The West University of Timișoara invites you, on Thursday, December 12, 2024, from 18:00, in the A0 amphitheater1, to attend the conference entitled "Dogs of War. The peregrinations of a Celtic warrior from Transylvania through Greece and Asia Minor", supported by researcher Dr. Skilled. Aurel Rustoiu.
"Dogs of War" is the title of a war novel from 1974, written by the British Frederick Forsyth, which was also adapted into a Hollywood film in 1980. The novel concerns a small group of mercenaries engaged in a military action in an imaginary state from Africa, at the behest of a British industrialist. That is precisely why the expression "dogs of war", already used by William Shakespeare in the play Julius Caesar from 1599, it imposed itself in the common mind as a term designating mercenaries of any kind and from any time.
Antiquity was no stranger to the phenomenon of mercenary, that is, the use of "specialists" of weapons, paid to serve different masters in the frequent conflicts in the Mediterranean area. Among these mercenaries we also find a Celt from Transylvania who, due to old age, met his end after returning to his homeland, in Ciumești, county. Satu Mare.
During the conference, we offer you a foray into the world of how they were recruited, how the military actions in which they were involved took place and, above all, how fascinating the history of Celtic mercenaries in the Eastern Mediterranean area, in the second half of the century . III a. Chr. and in the first part of the next century. We will explore the mechanisms by which those warriors, coming from the depths of Europe, came into contact with the leaders of the Hellenistic kingdoms, what effect their peregrinations had on those who remained at home and in the midst of which some managed to return. Stories and behaviors from a distant and exotic world, as Greece and Asia Minor must have been in the eyes of the European Celts, will complete this exploration.
Dr. Aurel Rustoiu is one of the most acclaimed researchers in the field of archeology and the history of the second iron age, working as a senior researcher at the Institute of Archeology and Art History in Cluj-Napoca. With extensive experience, he is recognized for his outstanding contributions to the understanding of Celtic culture and the relations between the populations of the north of the Danube and the Mediterranean world.
We are waiting for you at an event that will bring to the fore captivating stories from an ancient, fascinating and mysterious world!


• _WHAT YOU HAVE TO DO_
Return exactly the lines from the one containing "Find the location" through the end of the material below, and leave the images out.

• _ENTRIES PROVIDED_
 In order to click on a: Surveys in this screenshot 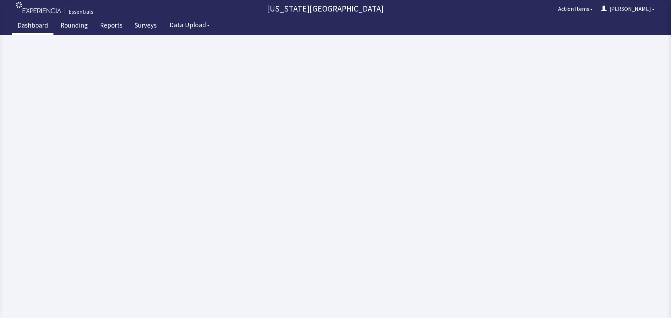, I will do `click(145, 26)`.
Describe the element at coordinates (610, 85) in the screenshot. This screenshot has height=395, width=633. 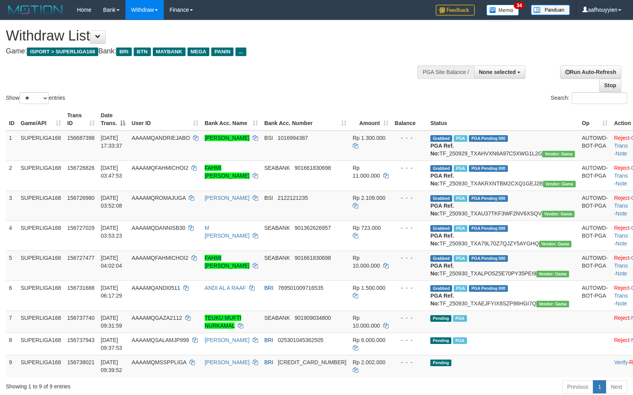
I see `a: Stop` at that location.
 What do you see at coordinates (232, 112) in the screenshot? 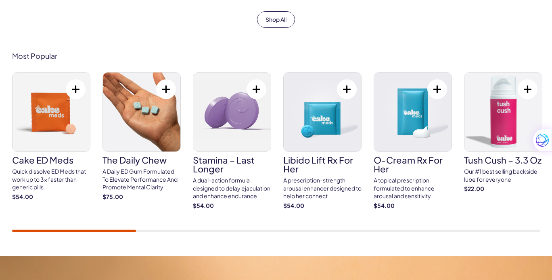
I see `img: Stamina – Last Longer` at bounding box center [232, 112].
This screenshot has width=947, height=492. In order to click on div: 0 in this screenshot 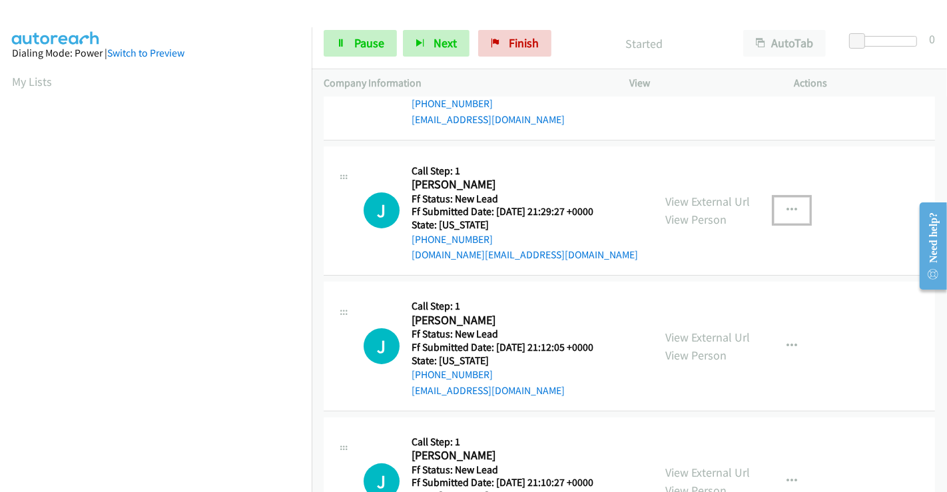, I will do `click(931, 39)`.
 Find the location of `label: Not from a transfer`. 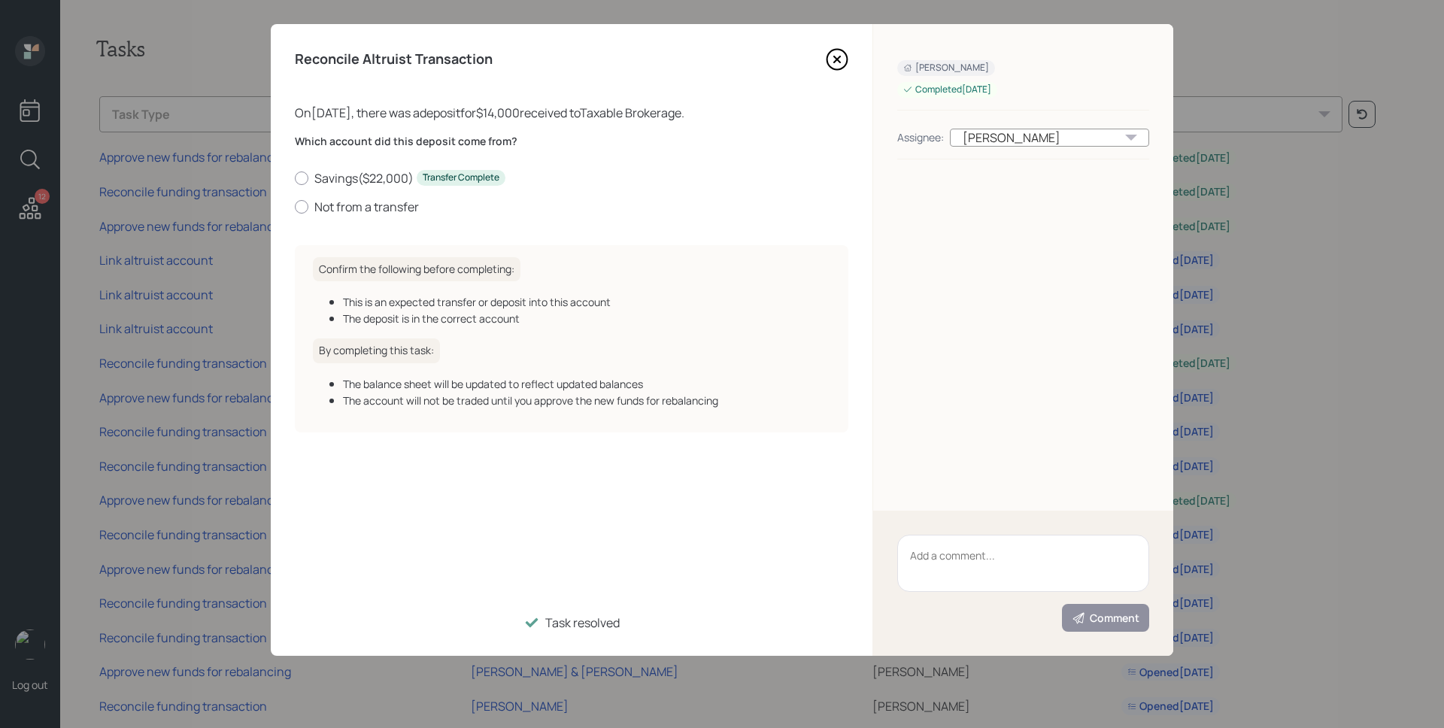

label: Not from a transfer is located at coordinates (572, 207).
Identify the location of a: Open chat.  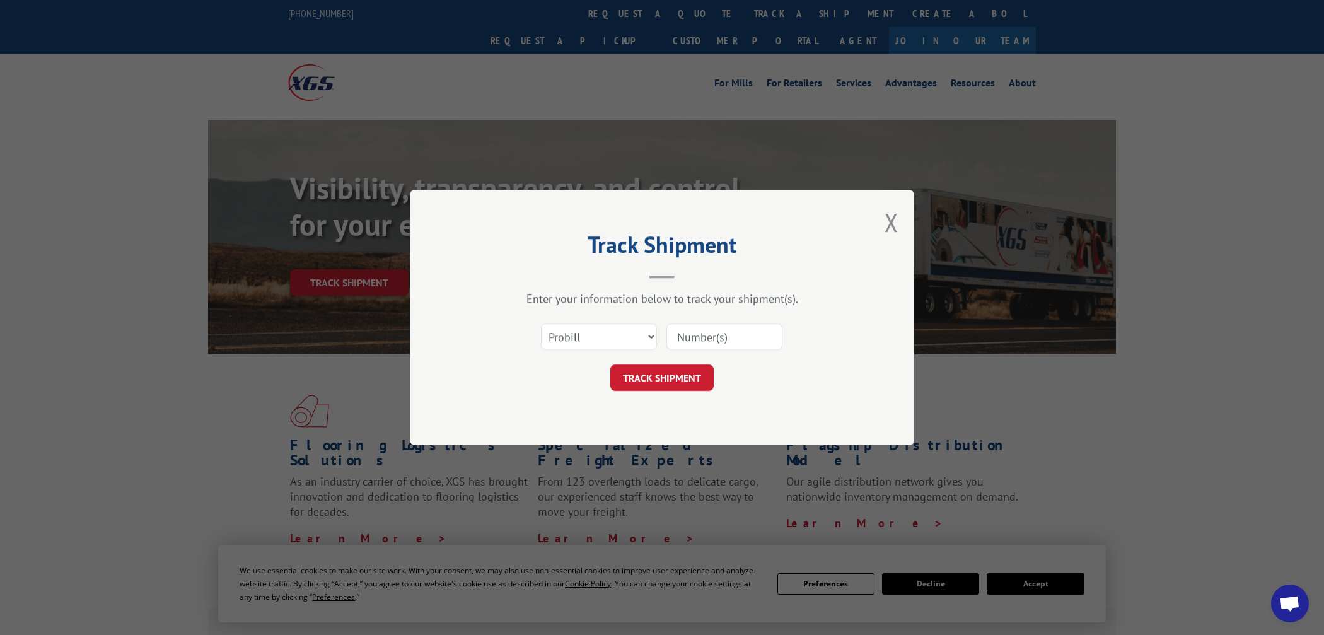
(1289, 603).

• _SOLUTION_
 Find the location of `label: Not from a transfer`. 

label: Not from a transfer is located at coordinates (572, 207).
Identify the location of a: Open chat.  
(1289, 603).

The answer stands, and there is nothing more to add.